The Q&A will be moderated by Yiren Zheng (Society of Fellows and ASCL)
This talk gives an overview of my past and current ongoing projects that stage, in their own ways, how studies of relationality inevitably reproduce and multiply the terms of the relations—cultural or techno-materialist; subjective, collective, or planetary-ecological—that are assumed in the first place. My working diagram has thus been variations upon the recursive loop, whereby recursion refers to the process of repeating a function such that a thing comes to be defined in terms of itself. The loop form helps me to analyse seemingly disparate but co-entangled phenomena from the cinematic zoom-out’s unlikely modelling of computational-assisted macro-economic analysis in 1960s-70s Taiwan, to contemporary Chinese video art’s self-reflexive adaptation of the Chinese Party-State’s 2009 Circular Economy Promotion Law. But recursion also names the algorithmic operation undergirding our economic infrastructure, and its fantasy that everything belongs to the same, flattened, networked connectivity. As a critical Asian humanist retooling the schema that increasingly dominate finance capital, machine learning, and data governance today, how can we treat our areas of specialization and individual case studies themselves as loops, while asserting criticism and culture’s autonomy?

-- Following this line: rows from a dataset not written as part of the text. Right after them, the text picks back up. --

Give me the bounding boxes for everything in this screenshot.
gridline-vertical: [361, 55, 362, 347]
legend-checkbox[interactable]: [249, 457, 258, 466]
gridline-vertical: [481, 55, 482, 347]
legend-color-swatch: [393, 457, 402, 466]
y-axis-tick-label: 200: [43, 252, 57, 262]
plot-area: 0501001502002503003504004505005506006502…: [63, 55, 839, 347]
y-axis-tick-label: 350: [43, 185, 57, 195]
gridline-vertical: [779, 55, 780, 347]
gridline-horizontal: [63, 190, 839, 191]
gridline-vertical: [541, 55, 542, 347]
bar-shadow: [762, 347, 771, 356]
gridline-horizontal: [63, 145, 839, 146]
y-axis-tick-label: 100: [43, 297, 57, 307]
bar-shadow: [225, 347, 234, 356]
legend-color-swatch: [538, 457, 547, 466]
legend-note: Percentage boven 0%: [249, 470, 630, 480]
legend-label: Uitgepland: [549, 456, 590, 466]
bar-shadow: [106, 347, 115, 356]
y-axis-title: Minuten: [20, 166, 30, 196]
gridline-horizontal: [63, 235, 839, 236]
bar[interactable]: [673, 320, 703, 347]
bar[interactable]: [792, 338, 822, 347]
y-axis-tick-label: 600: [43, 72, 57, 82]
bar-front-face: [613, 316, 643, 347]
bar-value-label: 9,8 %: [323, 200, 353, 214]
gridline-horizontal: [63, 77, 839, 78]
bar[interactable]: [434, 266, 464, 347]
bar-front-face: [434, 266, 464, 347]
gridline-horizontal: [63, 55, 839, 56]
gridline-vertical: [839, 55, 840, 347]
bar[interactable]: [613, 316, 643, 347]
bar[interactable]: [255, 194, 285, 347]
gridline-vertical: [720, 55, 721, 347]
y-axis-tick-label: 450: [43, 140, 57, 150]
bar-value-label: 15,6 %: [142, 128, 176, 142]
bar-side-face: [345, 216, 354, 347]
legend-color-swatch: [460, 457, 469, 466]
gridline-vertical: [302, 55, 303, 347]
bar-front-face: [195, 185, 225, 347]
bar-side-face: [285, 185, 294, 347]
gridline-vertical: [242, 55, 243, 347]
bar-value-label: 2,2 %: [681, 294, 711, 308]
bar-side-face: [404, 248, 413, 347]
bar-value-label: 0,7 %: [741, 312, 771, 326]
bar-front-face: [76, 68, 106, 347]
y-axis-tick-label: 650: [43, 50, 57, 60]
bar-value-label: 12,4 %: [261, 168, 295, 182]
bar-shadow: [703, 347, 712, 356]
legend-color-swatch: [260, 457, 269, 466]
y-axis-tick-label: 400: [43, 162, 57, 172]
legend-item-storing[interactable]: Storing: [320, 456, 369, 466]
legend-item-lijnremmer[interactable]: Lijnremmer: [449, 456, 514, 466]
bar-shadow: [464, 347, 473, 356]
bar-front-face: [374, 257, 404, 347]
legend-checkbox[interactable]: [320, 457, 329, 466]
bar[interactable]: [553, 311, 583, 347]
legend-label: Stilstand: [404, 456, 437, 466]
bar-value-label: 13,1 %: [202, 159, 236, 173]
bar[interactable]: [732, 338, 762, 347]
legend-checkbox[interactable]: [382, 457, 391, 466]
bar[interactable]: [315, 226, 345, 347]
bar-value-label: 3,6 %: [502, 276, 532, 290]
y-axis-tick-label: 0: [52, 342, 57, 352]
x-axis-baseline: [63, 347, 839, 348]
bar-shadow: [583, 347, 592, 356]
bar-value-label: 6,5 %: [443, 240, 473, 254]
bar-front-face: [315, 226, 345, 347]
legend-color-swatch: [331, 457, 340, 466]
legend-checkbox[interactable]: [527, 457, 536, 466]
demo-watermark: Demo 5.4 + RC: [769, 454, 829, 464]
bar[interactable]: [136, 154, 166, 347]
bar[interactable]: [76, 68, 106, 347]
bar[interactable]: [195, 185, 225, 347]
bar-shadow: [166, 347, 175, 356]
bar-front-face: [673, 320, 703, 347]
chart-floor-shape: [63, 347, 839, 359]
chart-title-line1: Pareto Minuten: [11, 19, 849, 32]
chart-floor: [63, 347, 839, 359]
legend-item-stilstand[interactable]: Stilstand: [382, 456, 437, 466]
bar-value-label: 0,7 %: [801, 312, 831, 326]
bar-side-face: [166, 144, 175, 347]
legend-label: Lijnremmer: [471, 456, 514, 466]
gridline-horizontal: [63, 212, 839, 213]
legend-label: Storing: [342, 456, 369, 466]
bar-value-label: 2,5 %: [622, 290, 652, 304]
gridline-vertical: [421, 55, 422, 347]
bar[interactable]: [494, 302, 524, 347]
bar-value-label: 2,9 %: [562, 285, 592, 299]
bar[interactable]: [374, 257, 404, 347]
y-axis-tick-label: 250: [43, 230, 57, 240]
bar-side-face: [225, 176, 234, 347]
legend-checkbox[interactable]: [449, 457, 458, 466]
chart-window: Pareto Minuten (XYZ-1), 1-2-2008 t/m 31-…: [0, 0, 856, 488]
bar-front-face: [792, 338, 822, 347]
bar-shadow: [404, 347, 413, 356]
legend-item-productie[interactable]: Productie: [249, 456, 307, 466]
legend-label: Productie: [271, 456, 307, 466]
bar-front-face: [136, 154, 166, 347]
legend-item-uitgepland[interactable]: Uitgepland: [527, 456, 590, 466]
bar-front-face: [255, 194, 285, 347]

Shaoling Ma is an Associate Professor of Asian Studies at Cornell University. She is an interdisciplinary scholar and critical theorist of global Chinese history, literature, and media. At the broadest level, she is drawn to historical periods when geopolitical, socio-economic, and technological developments appear to provide external vantage points from which to navigate the landscape of cultural production, while, in fact, being resolutely embedded in the latter. Her teaching and research interests include late nineteenth-century to contemporary Chinese and Southeast Asian cultural productions, media studies, and critical theory.
This lecture is free and open to the public. We welcome faculty, students, and staff with any disciplinary backgrounds. If you would like to have your access needs met in order to attend this event, please contact Yiren Zheng (yiren.zheng@dartmouth.edu).
Events are free and open to the public unless otherwise noted.